CodePudding user response:

The function call tries to deduce T from both the first and second function parameter.

It will correctly deduce T from the first parameter, but fail to deduce it from the second parameter, because the second function argument is a lambda type, not a std::function type.

If deduction isn't possible from all parameters that are deduced context, deduction fails.

You don't really need deduction from the second parameter/argument here, since T should be fully determined by the first argument. So you can make the second parameter a non-deduced context, for example by using std::type_identity:

void eraserFunction(std::vector<T>& array, std::type_identity_t<std::function<int(const T&, const T&)>> func)

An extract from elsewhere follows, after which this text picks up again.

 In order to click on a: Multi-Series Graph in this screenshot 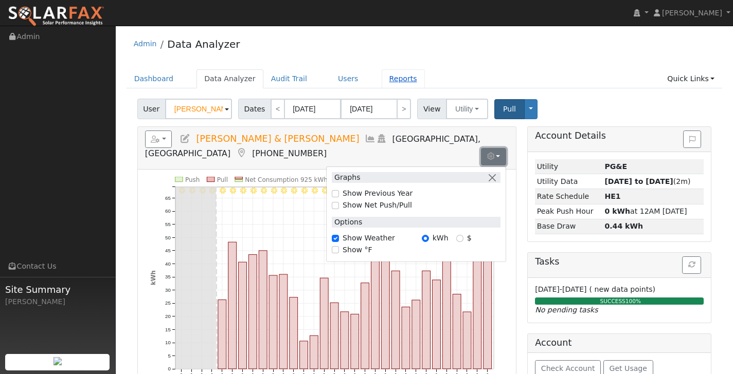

This requires C 20, but can be implemented easily in user code as well if you are limited to C 11:

template<typename T>
struct type_identity { using type = T; };

and then

void eraserFunction(std::vector<T>& array, typename type_identity<std::function<int(const T&, const T&)>>::type func)

std::identity_type_t<T> is a type alias for std::identity_type<T>::type. Everything left to the scope resolution operator :: is a non-deduced context, which is why that works.

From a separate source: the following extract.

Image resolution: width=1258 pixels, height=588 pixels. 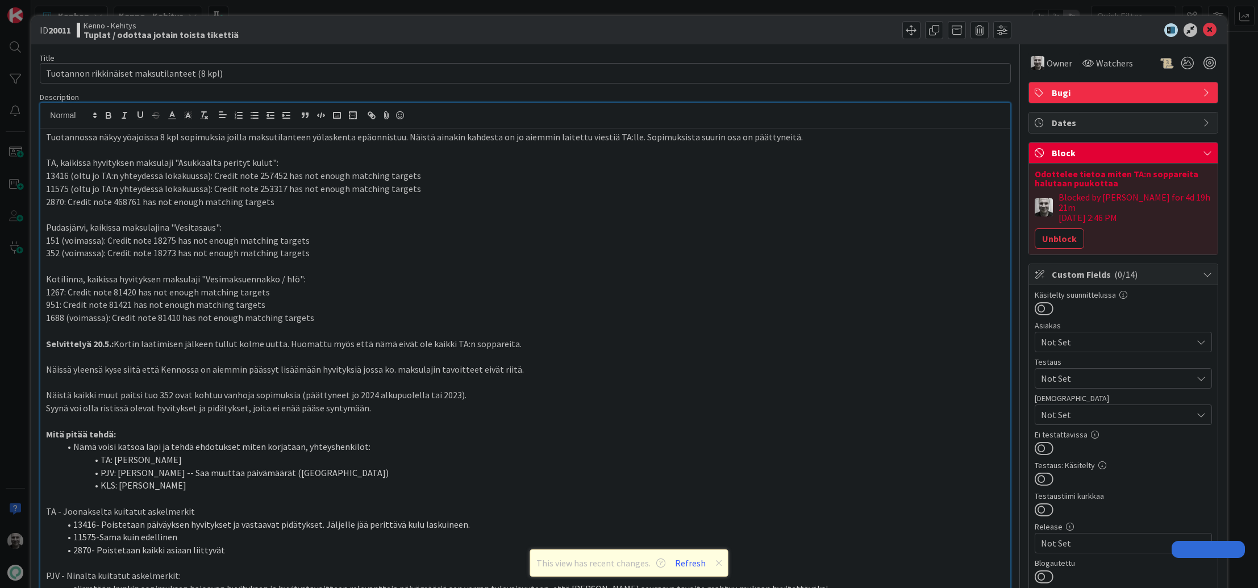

If you don't have any particular reason to use std::function here, you can also just take any callable type as second template argument:

template<class T, class F>
void eraserFunction(std::vector<T>& array, F func)

This can be called with a lambda, function pointer, std::function, etc. as argument. If the argument is not callable with the expected types, it will cause an error on instantiation of the function body containing the call. You can use SFINAE or since C 20 a type constraint to enforce this already at overload resolution time.